Why in the world do we take our baby away from his comfy home environment? Disrupt his routine? Wrangle squirmy on a 15-hour flight? Carry a sweaty love for hours trekking? It’s not always easy, sometimes it’s really difficult, but we think it’s important. If you want to travel with your baby, here are some reasons why we travel with ours that can convince you to do it too.

Reasons why you should travel with your baby

1. For the love of travel

Travel was a huge part of our lives as individuals, as a dating couple and a married couple. We couldn’t imagine stopping our travels only because we expanded our family. Travel is our passion, and while I think it’s important and natural to do things our kids want to do, I think it’s also important for parents to take some time for their own passions. We tend to be happier and healthier people when we take care of ourselves, and I think pursuing your passions (even if only a tiny bit of time here and there) is important.

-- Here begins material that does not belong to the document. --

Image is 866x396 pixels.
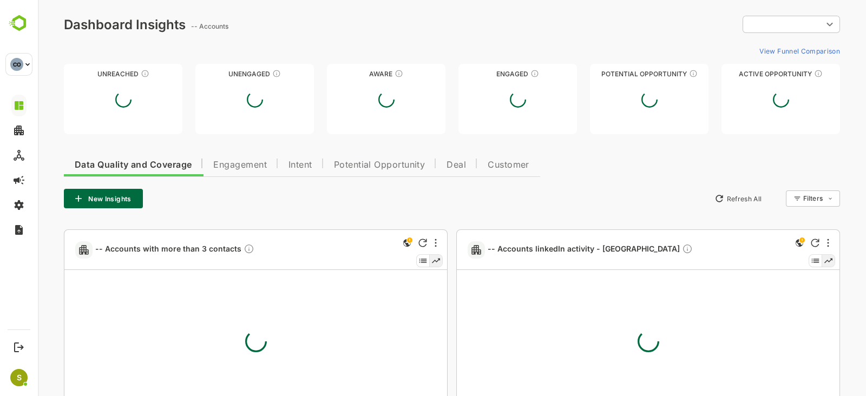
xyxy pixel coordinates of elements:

If you were fulfilled by hiking pre-baby, I’m going to bet you’ll find a way to hike post-baby. You might get a hiking baby carrier and avoid extreme temperatures. Maybe when that baby becomes a toddler you let him down to walk part of the trail and it gives you so much joy that your own child is experiencing what you’re so passionate about. We love to travel, plain and simple, and babies were not going to change that. 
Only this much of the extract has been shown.